What a DRAMless PCIe Gen5 Controller for AI PCs Really Is
A DRAMless PCIe Gen5 controller for AI PCs is a solid-state drive control chip that connects NAND flash directly to the PCIe Gen5 interface without using dedicated DRAM cache, instead relying on smart firmware, higher NAND interface speeds, and efficient error correction to maintain high random I/O and low latency for AI inference workloads such as KV Cache. Silicon Motion’s SM2524XT fits this role as a PCIe Gen5 DRAMless SSD controller purpose-built for AI PCs, edge AI systems, and KV Cache‑intensive workloads. It focuses on sustained random I/O performance and latency stability rather than only peak sequential throughput. By pairing a PCIe Gen5 x4 link with a quad‑core Arm Cortex‑R8 architecture and 4,800 MT/s NAND, the controller can feed local AI models with rapid access to fragmented context data, which is essential as on‑device AI agents and language models grow larger.

SM2524XT Specifications: Gen5 Speed Without DRAM Cache
The SM2524XT specifications show how a DRAMless SSD can still push PCIe Gen5 performance to high levels. The controller supports PCIe Gen5 x4 with NVMe 2.1, four NAND channels, and interface speeds up to 4,800 MT/s, reaching up to 14 GB/s sequential read and 12 GB/s sequential write throughput alongside as much as 2.5 million IOPS for random operations. Built on TSMC’s 6nm process, it stays under 5 W SSD power while delivering up to 25% higher performance per watt than Silicon Motion’s previous generation. To compensate for the lack of onboard DRAM, the SM2524XT integrates Separated Command Address (SCA) technology, advanced FTL scheduling, and NANDXtend LDPC ECC with 4 KB capability, plus PI‑LTT low‑voltage NAND I/O optimization. Together, these features aim to keep latency low and predictable during sustained AI inference rather than short synthetic bursts.
Why DRAMless SSD Design Fits AI Inference Workloads
In AI PCs, the key storage challenge is no longer big sequential game installs but the KV Cache patterns from local language models and AI agents. These workloads turn SSDs into high‑IOPS, low‑latency engines that must cope with continuous streams of small, random reads and writes. DRAMless SSD controllers such as the SM2524XT matter here because they cut cost and power draw while focusing engineering effort on firmware and NAND parallelism tailored for these patterns. According to Silicon Motion, KV Cache has become a decisive bottleneck for on‑device AI inference performance as more context shifts from RAM into NVMe storage. By sustaining random throughput and avoiding latency spikes even under long inference sessions, a well‑designed DRAMless PCIe Gen5 controller can keep AI responses smooth without the overhead of a dedicated DRAM cache, which is valuable for thin‑and‑light AI PCs and compact edge systems.
How PCIe Gen5 and Quad‑Core Architecture Boost AI Inference Performance
AI inference performance depends on how fast the controller can serve and update KV Cache entries scattered across NAND. The SM2524XT’s PCIe Gen5 x4 interface increases host bandwidth, while its quad‑core Arm Cortex‑R8 architecture lets the controller process more queues, background tasks, and error correction in parallel. The SCA mechanism separates command and address flows to improve NAND access efficiency, which helps sustain IOPS under fragmented access patterns. Advanced FTL scheduling further reduces stalls when mapping logical addresses to physical flash, important when context windows expand and random access grows. Silicon Motion states that, compared with its earlier controller, the SM2524XT improves random performance by up to 25%, cutting latency for KV Cache and AI inference workloads. In practical terms, that means more consistent token generation rates and faster context retrieval when running local LLMs, coding assistants, or AI copilots directly on the PC.
Implications for Next‑Generation AI PCs and Edge Systems
As AI PCs and edge devices take on larger local models, the storage stack becomes as important as the GPU or NPU. The SM2524XT shows one path forward: a DRAMless SSD controller tuned for KV Cache‑heavy inference, pairing PCIe Gen5 bandwidth with power‑efficient 6nm silicon and firmware aimed at stable random I/O. This approach helps system builders hit tight power and thermal budgets—Silicon Motion keeps SSD power below 5 W—while still meeting latency expectations for on‑device agents and copilots. For users, the benefit is less visible in peak benchmark numbers and more in how responsive local AI feels when running long sessions or multitasking with other applications. As more AI workloads move from the cloud to personal and edge hardware, DRAMless PCIe Gen5 controllers optimized like the SM2524XT are likely to become standard in mainstream AI‑focused laptops, desktops, and compact inference nodes.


TASK OBJECTIVE: Omit the images. Copy each entry word for word.

DATASET CONTENT:

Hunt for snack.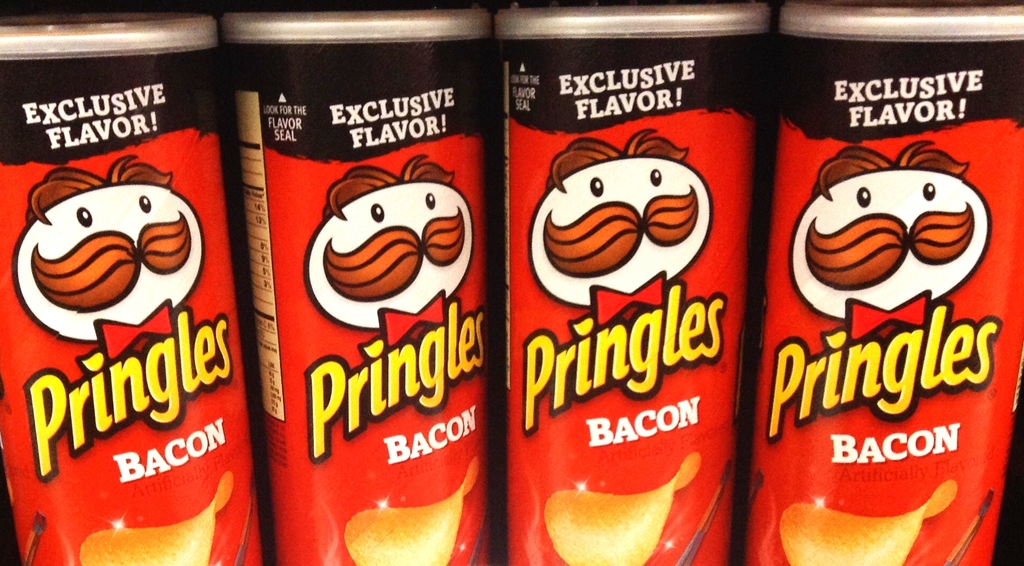
Hunted down at rect(779, 484, 956, 565).
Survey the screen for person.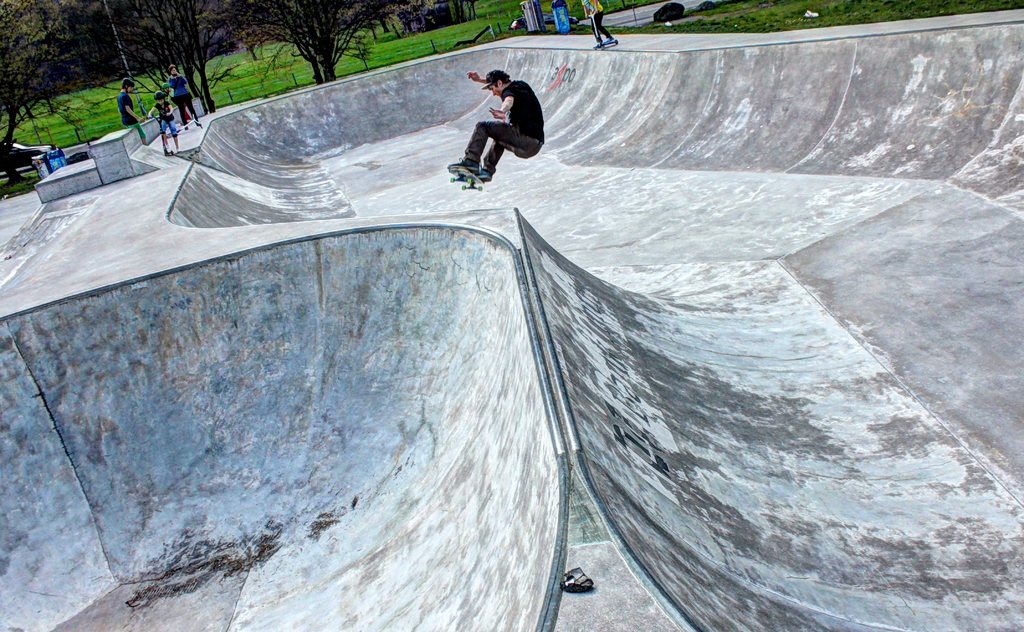
Survey found: <box>168,66,207,129</box>.
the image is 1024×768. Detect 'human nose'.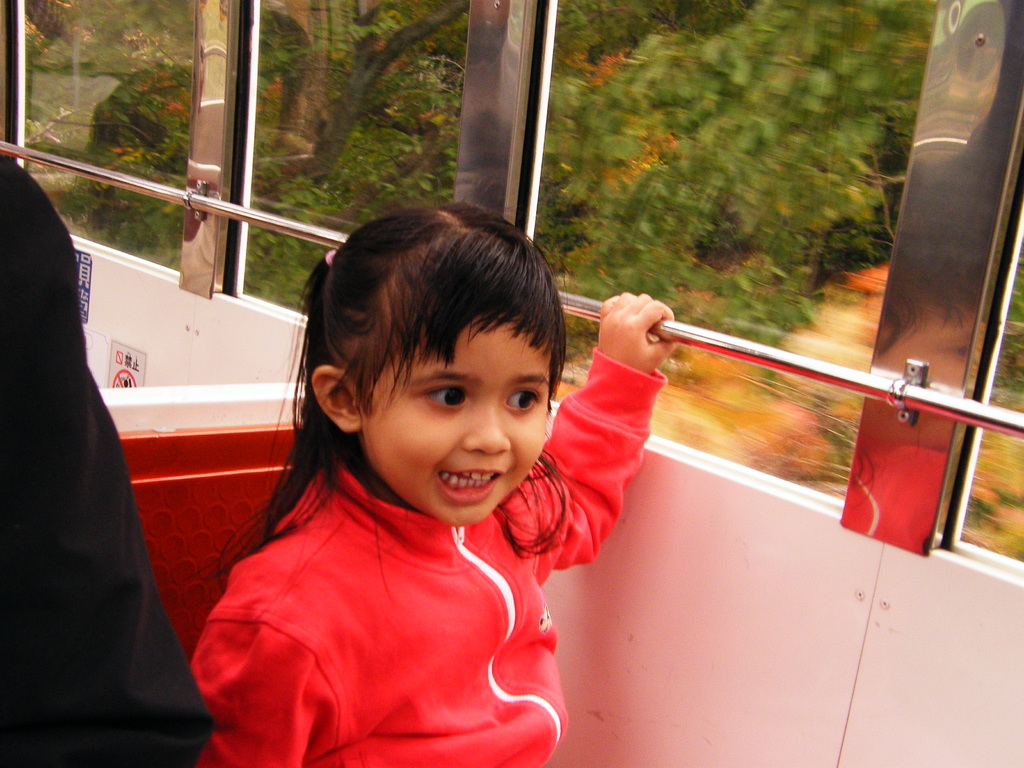
Detection: [456, 405, 516, 453].
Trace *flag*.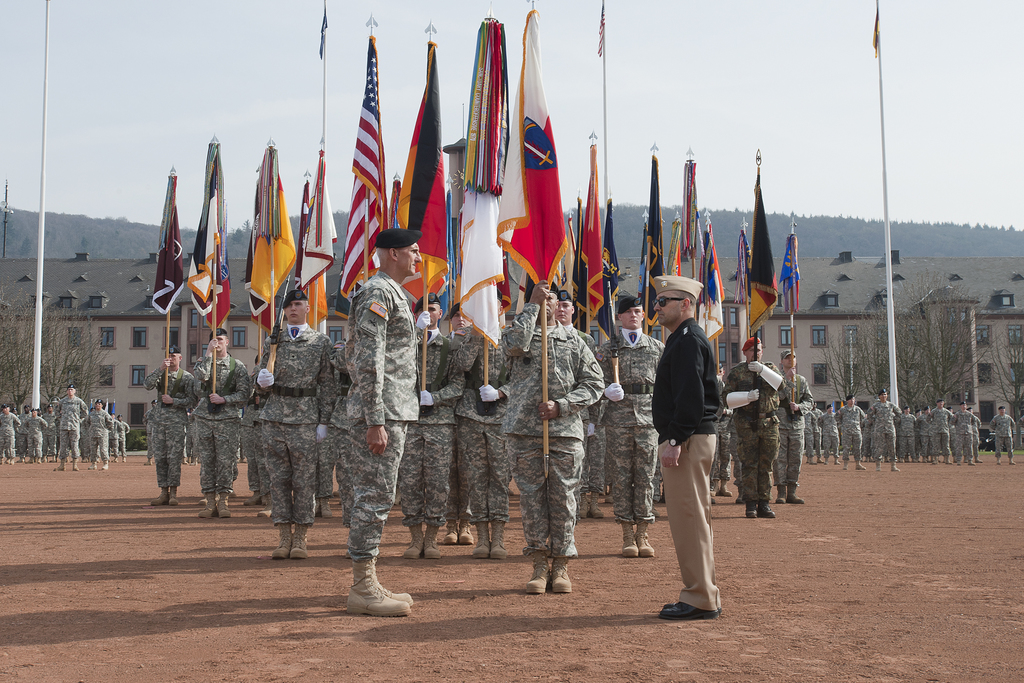
Traced to <region>728, 218, 756, 308</region>.
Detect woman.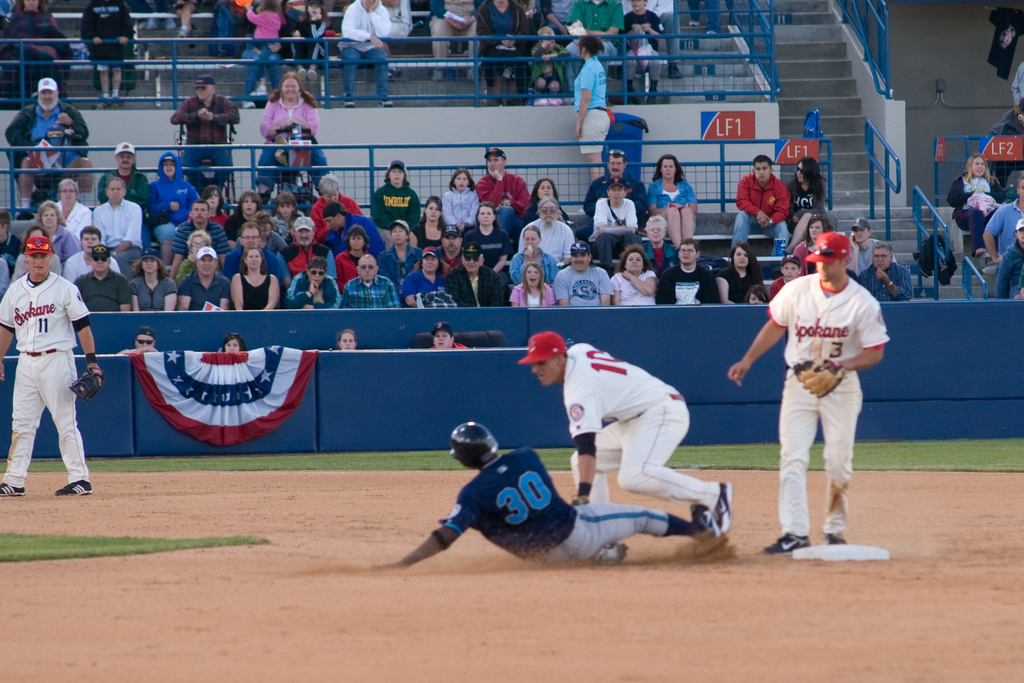
Detected at region(17, 228, 59, 300).
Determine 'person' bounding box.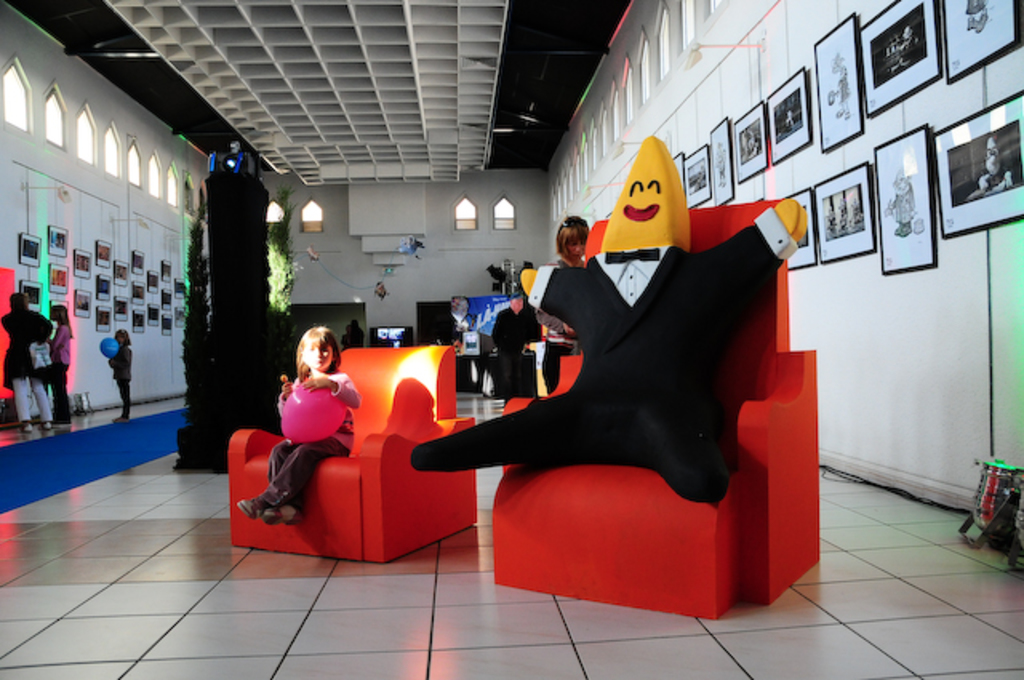
Determined: select_region(475, 146, 784, 565).
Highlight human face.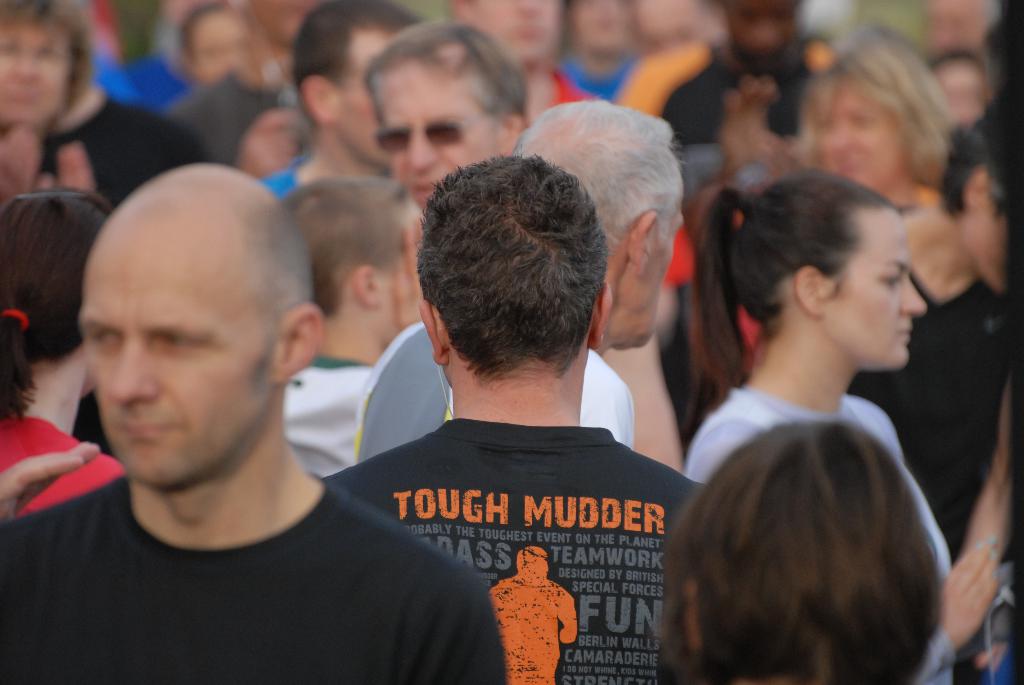
Highlighted region: (83, 248, 275, 486).
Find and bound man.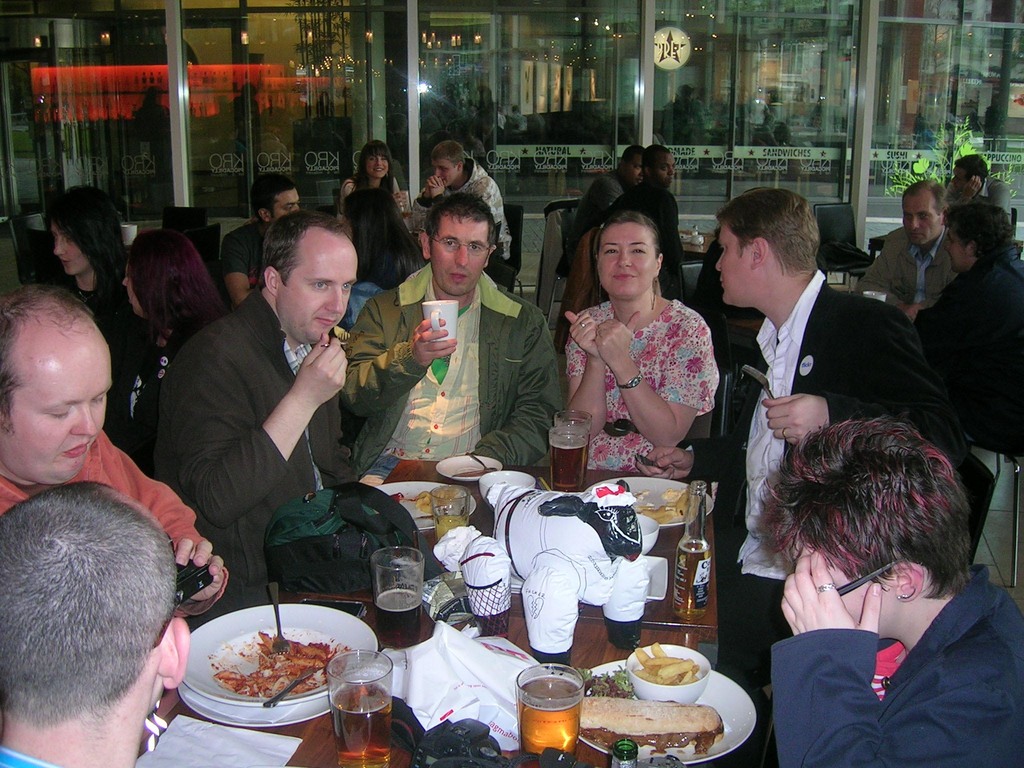
Bound: BBox(144, 214, 385, 628).
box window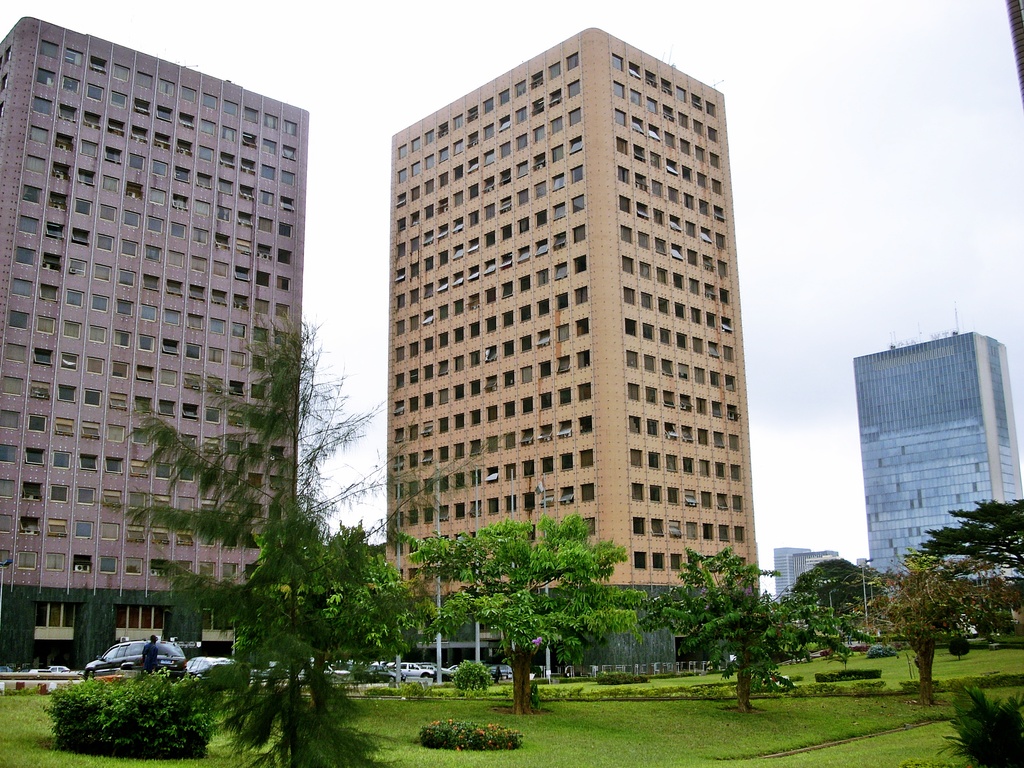
<region>501, 252, 513, 269</region>
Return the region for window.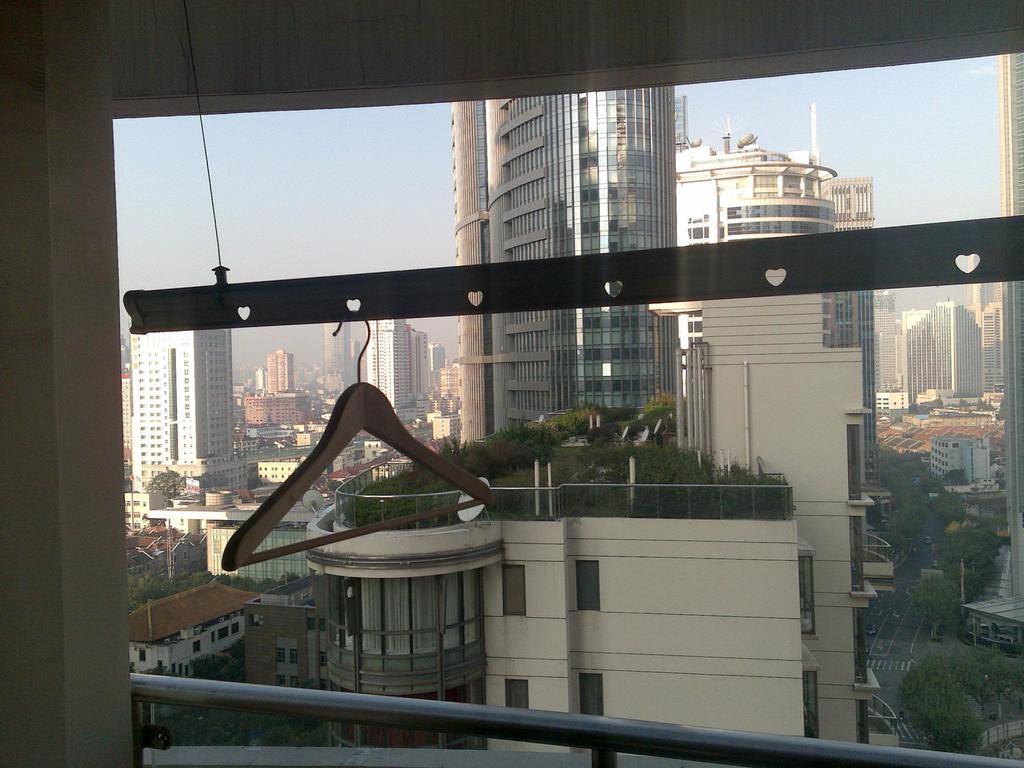
box(506, 680, 531, 714).
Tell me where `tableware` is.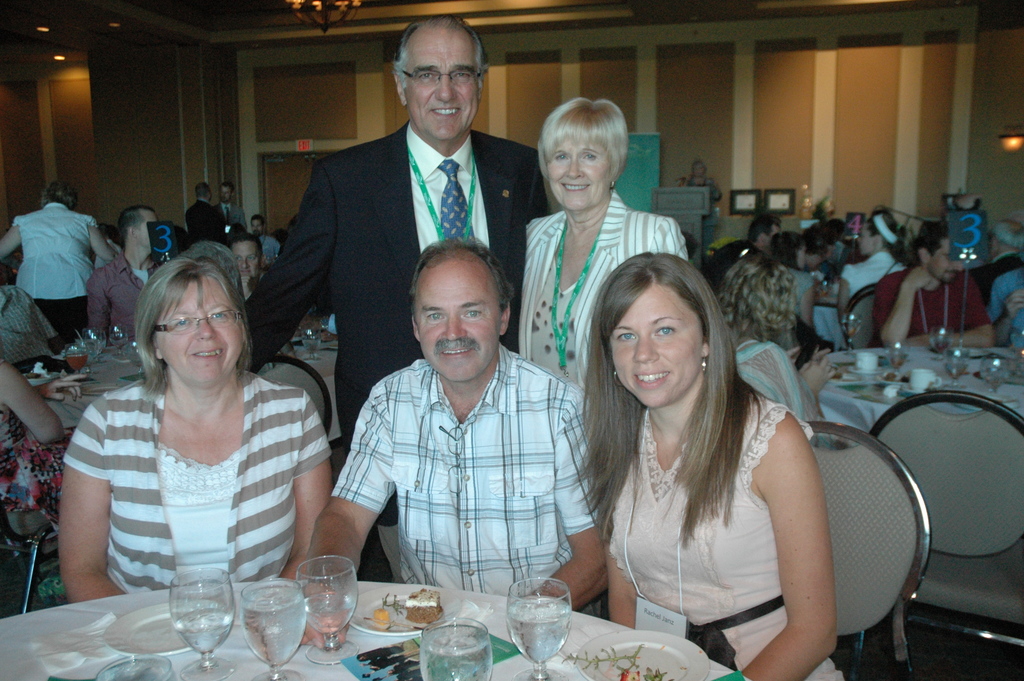
`tableware` is at crop(885, 339, 911, 378).
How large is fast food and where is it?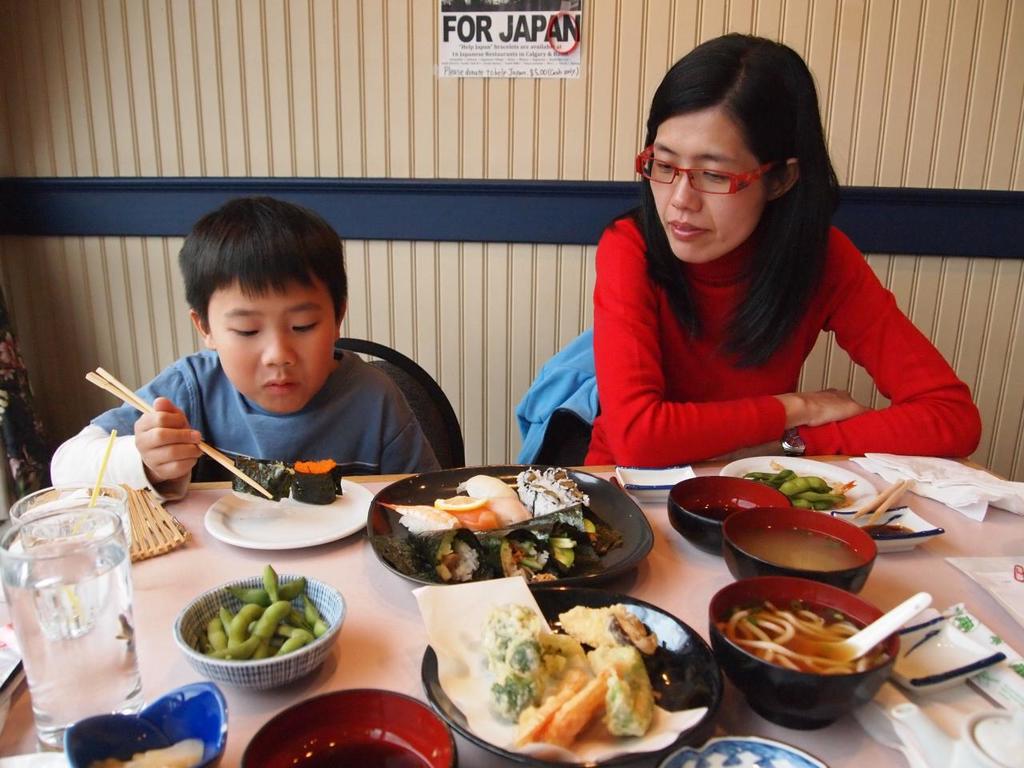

EXERCISE RESPONSE:
Hunt for snack.
Hunted down at rect(779, 484, 956, 565).
Survey the screen for person.
Survey found: <box>168,66,207,129</box>.
the image is 1024×768. Detect 'human nose'.
Detection: [456, 405, 516, 453].
Trace *flag*.
Traced to <region>728, 218, 756, 308</region>.
Detect woman.
Detected at region(17, 228, 59, 300).
Determine 'person' bounding box.
Determined: select_region(475, 146, 784, 565).
Highlight human face.
Highlighted region: (83, 248, 275, 486).
Find and bound man.
Bound: BBox(144, 214, 385, 628).
box window
<region>501, 252, 513, 269</region>
Return the region for window.
box(506, 680, 531, 714).
Tell me where `tableware` is.
`tableware` is at crop(885, 339, 911, 378).
How large is fast food and where is it?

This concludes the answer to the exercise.